How to launch a successful startup?

Imagine a situation: you’ve been working on a mobile app for months or even a year. You, your partners, or your team double-checking and testing the code, agonizing over the design to get the perfect product in the end. And then it’s in the AppStore, and you eagerly monitor the stats to see the desirable downloads. But… no miracle happened.

A day or two or a week goes by, but the app still isn’t of any interest to users. And that’s the real shock. It turns out that all the efforts were spent in vain, and as a result you released a product that does not interest anyone at all.

Yes, it can be perfectly made; it can have the most convenient functionality on the market, it can correspond with all the popular trends for startups. But the product can simply not meet the needs of consumers. And by the way, that’s the main reason why most startups fail.

So what should be taken into consideration in order not to fail at the very start? Here are 5 key questions you should work through before launching a startup.

How to create a mobile app that’s helpful to users?

The key to creating a product is not its design and functionality, but its ability to solve a user’s problem. Because this is what will ensure that your app is downloaded and actively used in the future. Everything else is a matter of convenience and a nice look and feel.

The only verification of the very utility of your product, its importance for the customer, ways to solve existing problems and customer satisfaction increase the chance that the product will successfully enter the market.

How to understand what the user’s needs are?

The best way to determine a user’s need is to come up with a theory and then validate it. For example, if you want to create an app for delivering fresh, peeled vegetables, you need to understand how many of your consumer need all the features of the delivered product. Whether there is a real need for vegetable delivery in your city/neighborhood or neighbor. And whether it should be fresh and peeled vegetables, whether the consumer is ready to incur additional costs for this service, or it is enough to limit the standard set of characteristics. And perhaps it is necessary to give the consumer the right to choose in what form the vegetables should be delivered.

To do this, it is not enough to hear from the people around you something like: “And it would be great if there was such a service. You need to test the theory by providing, for example, a product demo for the focus group.

How to prepare for hypothesis testing?

In order to solve a user problem, you need to find it and analyze it. And here it is important to stick to the scheme of any business idea:

  • Identify the target audience and the problems to be solved.
  • Define a list of theories
  • Find a way to confirm or disprove the theory.

Can’t you do without all of these tests when creating a product?

If you want your product to be in demand, you can’t do without it. If you’re creating something for yourself, then of course there’s no need for all these theories, checks, and all this headache.

As the survey of successful startups of 2019-2020 shows, the longest, most meticulous and intensive work was just at the stage of proposing theories and their confirmation and at the stage of creating a detailed and technological demo of the product. And the final result could often be categorically different from the original version.

So, is creating a demo and initial testing enough to bring a product to market?

Absolutely not.

First, because it’s not enough to identify the user’s need and offer them a solution. You need to constantly monitor how valuable the solution is to the user. Whether they are willing to come back to your product, recommend the product, and so on.

To do this, it is important to track feedback, create product evaluation tools, allocate a field for user recommendations.

Second, the more users your product has, the more the original audience problem can change. The audience gets bigger, and the product needs to be refined and improved.

That is, you need to keep testing new – improved and refined – versions of the product in order to understand how much and for which category of users they are relevant.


Goal of the exercise = Restate every record that follows, keeping it exact.

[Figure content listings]
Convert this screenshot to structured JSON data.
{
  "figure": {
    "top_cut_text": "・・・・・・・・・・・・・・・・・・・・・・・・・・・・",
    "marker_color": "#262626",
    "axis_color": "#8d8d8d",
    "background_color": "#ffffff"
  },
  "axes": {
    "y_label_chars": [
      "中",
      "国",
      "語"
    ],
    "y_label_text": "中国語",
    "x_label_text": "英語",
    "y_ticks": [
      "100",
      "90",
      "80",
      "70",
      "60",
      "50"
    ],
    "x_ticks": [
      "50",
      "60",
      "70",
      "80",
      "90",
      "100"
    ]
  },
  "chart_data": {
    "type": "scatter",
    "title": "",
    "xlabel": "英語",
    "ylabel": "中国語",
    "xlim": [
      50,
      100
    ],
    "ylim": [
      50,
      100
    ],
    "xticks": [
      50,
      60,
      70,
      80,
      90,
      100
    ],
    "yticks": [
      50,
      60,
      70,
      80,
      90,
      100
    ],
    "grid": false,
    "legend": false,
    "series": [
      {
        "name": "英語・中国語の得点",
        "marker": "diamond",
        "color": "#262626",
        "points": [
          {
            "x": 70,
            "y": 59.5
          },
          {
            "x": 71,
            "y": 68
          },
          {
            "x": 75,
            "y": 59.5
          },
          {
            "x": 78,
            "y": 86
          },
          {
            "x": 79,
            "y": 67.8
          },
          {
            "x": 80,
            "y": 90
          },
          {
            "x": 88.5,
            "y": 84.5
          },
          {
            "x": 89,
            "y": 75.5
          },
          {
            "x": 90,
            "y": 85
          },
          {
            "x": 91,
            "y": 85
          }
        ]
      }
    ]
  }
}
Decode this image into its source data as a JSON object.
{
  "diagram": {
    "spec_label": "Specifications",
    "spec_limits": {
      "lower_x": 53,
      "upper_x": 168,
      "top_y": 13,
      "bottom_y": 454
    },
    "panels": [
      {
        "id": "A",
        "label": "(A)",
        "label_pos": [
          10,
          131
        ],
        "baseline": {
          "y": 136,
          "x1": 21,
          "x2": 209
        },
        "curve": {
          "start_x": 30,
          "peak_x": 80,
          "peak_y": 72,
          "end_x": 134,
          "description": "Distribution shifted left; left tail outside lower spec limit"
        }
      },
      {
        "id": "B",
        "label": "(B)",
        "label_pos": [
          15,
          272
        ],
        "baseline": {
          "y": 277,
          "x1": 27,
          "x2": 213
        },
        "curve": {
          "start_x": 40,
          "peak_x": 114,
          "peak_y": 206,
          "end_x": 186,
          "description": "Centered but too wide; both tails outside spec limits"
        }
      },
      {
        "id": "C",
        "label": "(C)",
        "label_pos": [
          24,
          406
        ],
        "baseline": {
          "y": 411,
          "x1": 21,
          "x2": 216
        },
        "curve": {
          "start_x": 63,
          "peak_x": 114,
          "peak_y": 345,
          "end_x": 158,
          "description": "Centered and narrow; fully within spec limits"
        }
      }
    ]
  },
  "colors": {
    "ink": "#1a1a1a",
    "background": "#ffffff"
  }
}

Response to the task =
Convert this screenshot to structured JSON data.
{
  "figure": {
    "top_cut_text": "・・・・・・・・・・・・・・・・・・・・・・・・・・・・",
    "marker_color": "#262626",
    "axis_color": "#8d8d8d",
    "background_color": "#ffffff"
  },
  "axes": {
    "y_label_chars": [
      "中",
      "国",
      "語"
    ],
    "y_label_text": "中国語",
    "x_label_text": "英語",
    "y_ticks": [
      "100",
      "90",
      "80",
      "70",
      "60",
      "50"
    ],
    "x_ticks": [
      "50",
      "60",
      "70",
      "80",
      "90",
      "100"
    ]
  },
  "chart_data": {
    "type": "scatter",
    "title": "",
    "xlabel": "英語",
    "ylabel": "中国語",
    "xlim": [
      50,
      100
    ],
    "ylim": [
      50,
      100
    ],
    "xticks": [
      50,
      60,
      70,
      80,
      90,
      100
    ],
    "yticks": [
      50,
      60,
      70,
      80,
      90,
      100
    ],
    "grid": false,
    "legend": false,
    "series": [
      {
        "name": "英語・中国語の得点",
        "marker": "diamond",
        "color": "#262626",
        "points": [
          {
            "x": 70,
            "y": 59.5
          },
          {
            "x": 71,
            "y": 68
          },
          {
            "x": 75,
            "y": 59.5
          },
          {
            "x": 78,
            "y": 86
          },
          {
            "x": 79,
            "y": 67.8
          },
          {
            "x": 80,
            "y": 90
          },
          {
            "x": 88.5,
            "y": 84.5
          },
          {
            "x": 89,
            "y": 75.5
          },
          {
            "x": 90,
            "y": 85
          },
          {
            "x": 91,
            "y": 85
          }
        ]
      }
    ]
  }
}
Decode this image into its source data as a JSON object.
{
  "diagram": {
    "spec_label": "Specifications",
    "spec_limits": {
      "lower_x": 53,
      "upper_x": 168,
      "top_y": 13,
      "bottom_y": 454
    },
    "panels": [
      {
        "id": "A",
        "label": "(A)",
        "label_pos": [
          10,
          131
        ],
        "baseline": {
          "y": 136,
          "x1": 21,
          "x2": 209
        },
        "curve": {
          "start_x": 30,
          "peak_x": 80,
          "peak_y": 72,
          "end_x": 134,
          "description": "Distribution shifted left; left tail outside lower spec limit"
        }
      },
      {
        "id": "B",
        "label": "(B)",
        "label_pos": [
          15,
          272
        ],
        "baseline": {
          "y": 277,
          "x1": 27,
          "x2": 213
        },
        "curve": {
          "start_x": 40,
          "peak_x": 114,
          "peak_y": 206,
          "end_x": 186,
          "description": "Centered but too wide; both tails outside spec limits"
        }
      },
      {
        "id": "C",
        "label": "(C)",
        "label_pos": [
          24,
          406
        ],
        "baseline": {
          "y": 411,
          "x1": 21,
          "x2": 216
        },
        "curve": {
          "start_x": 63,
          "peak_x": 114,
          "peak_y": 345,
          "end_x": 158,
          "description": "Centered and narrow; fully within spec limits"
        }
      }
    ]
  },
  "colors": {
    "ink": "#1a1a1a",
    "background": "#ffffff"
  }
}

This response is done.